Summary:  Advertising the American Dream

            Using close readings of the advertisements themselves as well as extensive information on the marketing and advertising industries, Roland Marchand argues that the advertisers of the 1920s and 1930s worked both as “apostles of modernity” and as advice-givers about the problems of modernity.  His analysis is divided into three sections:  the advertising industry, advertising as visual culture, and a brief concluding section on the effects of the Depression.

            Using three highly successful campaigns as examples, Marchand illustrates why the early twenties were a turning point in advertising., the most central reason being the shift in the ads themselves from being product-centered to consumer-centered, where the product is a solution to a consumer problem. He then goes on to an extensive analysis of these new “admen” who, while being primarily well-educated upper middle class professionals in major urban centers (particularly New York) also had to assure their clients that they were uniquely able, through their specialized skills, to understand their middle-class, suburban, primarily female consumers. 

Noting the rise of tabloid media and movies that catered to a “matinee crowd” of women looking for “vulgar emotionality or escapist illusions” Marchand notes the condescension of the admen to their mostly female consumers even as they worked to connect with them.  However, any hope they may have had of uplifting their consumers through advertising itself or media in general—early radio, a high moral tone—foundered in reality.  Radio moved from a sponsorship-only model to being heavily commercialized; advertisers reacted to saturation in magazines and newspapers by making their ads more like the editorial surrounding them (including the down-scale funny papers) and no topic was off limits for a sales pitch.

Marchand then begins a series of close readings of the ads themselves, uncovering general themes running across categories during the 1920s and early 1930s, beginning with a look at how advertising encouraged increased consumption through an evocation of visual style.  Color moved into consumer goods as a selling point as the products themselves evoked works of art that could be put together in coordinated “ensembles.”  Illustrations borrowed from the latest movements in art for that added air of “modernity” while photographs indicated sincerity.  Increased consumption was also pushed through planned obsolescence and consumption as a female ethic equivalent to the “male” work ethic.

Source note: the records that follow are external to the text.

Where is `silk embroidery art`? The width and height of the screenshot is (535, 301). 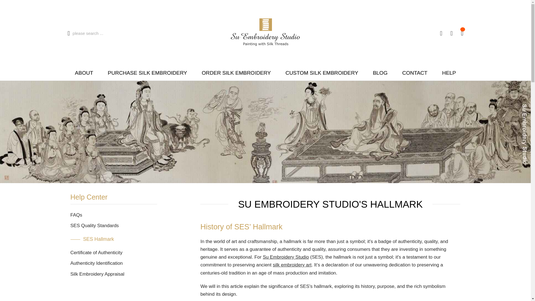 silk embroidery art is located at coordinates (292, 265).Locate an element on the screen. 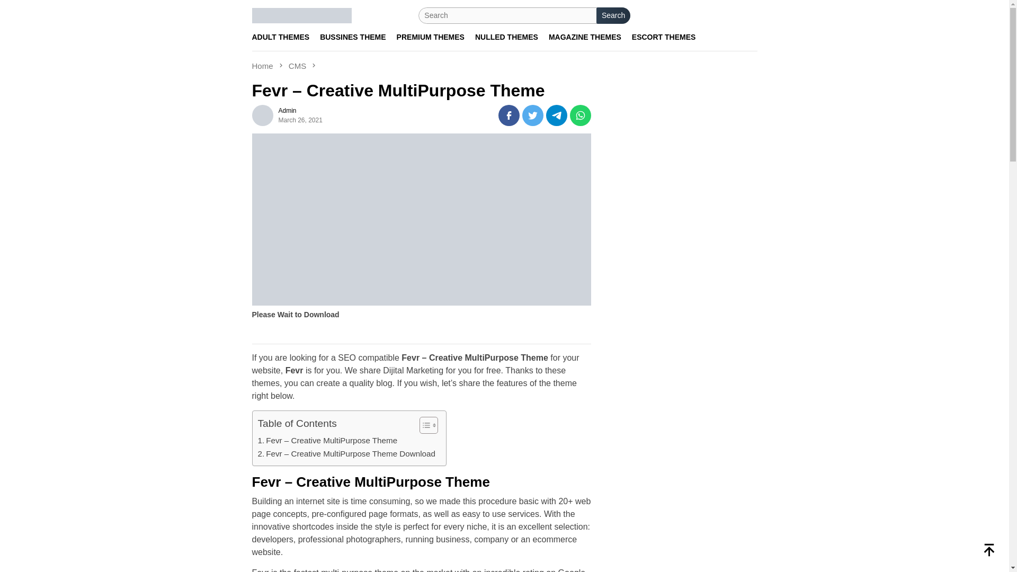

As advertising became more visually sophisticated, it began to evoke what Marchand refers to as “social tableaux”:  the woman as the business manager of her home, using modern conveniences to help her have a clean house, an active social calendar, a beautiful countenance and more leisure time with the family; the high fashion woman that looked more like a work of art than a person; the man as generic business man.  Non-whites, when portrayed, were generally servants (though it should be noted that Marchand was only looking at portrayals within mainstream media) and class, when depicted, was nearly always of the very upper:  men and women in fine evening dress listening to the radio while a young maid brings them coffee.  While these tableaux could not be said to directly reflect society—or even a society consciously desired by consumers—they “did graphically reflect central social and cultural dilemmas of the age”(167).

Another way that advertising addressed these dilemmas was through parables that illustrated a problem, then presented the product as the solution.  First Impressions (“Critical eyes are sizing you up right now!”) were crucial in selling yourself within the modern, and more anonymous, society.  The Democracy of Goods found class equality through a universal status as a consumer.  Civilization Redeemed parables took a problem that modern society had caused, such as physical softness, and produced a modern solution:  Grape Nuts.  The parable of the Captivated Child assists mothers in the newly scientific child-raising methods by advising them to get Jimmy to eat his vegetables in soup.  What these parables had in common was the identification of a new consumer problem or anxiety, a problem created by modernity itself, and illustrate how modernity could also supply the solution to the problem it created.

As the copy-intensive ads of the turn of the century yielded to the image-heavy creative of the 1920s, admen used certain visual images so often they became a sort of clichéd shorthand for the consumer.  The business man as the king of all he surveys through his factory window, the soft focus warmth of the cozy family circle, heavenly cities and happy villages, and the product as a heroic icon bathed in beams of light—all transformed certain ideas within the culture into a strong visual message that helped to sell the product.

With the arrival of the depression, advertisers not only faced the reduced purchasing power of American consumers but also the insecurity of clients with smaller marketing budgets and less patience.  Visual styles shifted from high art to photographic melodrama.  Products still offered solutions to problems, but now the problems were less social and more monetary in nature—how Ethyl gas can make your car run like new for longer, how Listerine toothpaste can help you save money for other necessities.  The democracy of goods gained new relevance.  Parenting anxieties shifted from impressing the neighbors to making sure that little Sally has every opportunity to excel in school and therefore in life.  Meanwhile consumers were urged to face hard times with determination.  In this way the paradigms of advertising that had been developed in the 1920s were simply refined to meet the challenges of the 1930s.

Advertising during the 1920s and 1930s helped the consumer negotiate this new world of nearly unlimited choices.  Advertisers used endorsements in an attempt to talk “personally” to the consumer and reduce the enormous scale of modern life to a more human size.  Ultimately, advertising worked as a method to acculturate the consumers, to bring them into the modern world while offering them products and advice that would solve the problems that this modernity created.